++++ Information supplied

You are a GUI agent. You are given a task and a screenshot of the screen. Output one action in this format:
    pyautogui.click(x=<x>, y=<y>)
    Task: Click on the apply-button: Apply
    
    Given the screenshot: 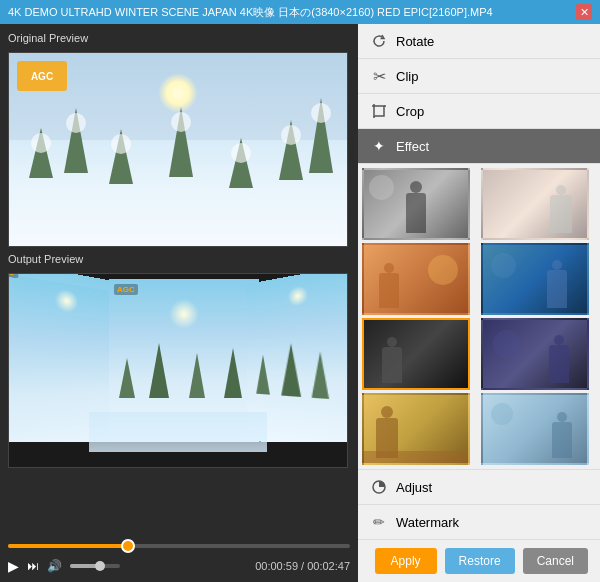 What is the action you would take?
    pyautogui.click(x=406, y=561)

++++++++

(Problem requirements):
All lines from the opening of the records through the line where "Task: Click on the apply-button: Apply" occurs are to be output verbatim. No other line belongs in the answer.

(Solution for this exercise):
You are a GUI agent. You are given a task and a screenshot of the screen. Output one action in this format:
    pyautogui.click(x=<x>, y=<y>)
    Task: Click on the apply-button: Apply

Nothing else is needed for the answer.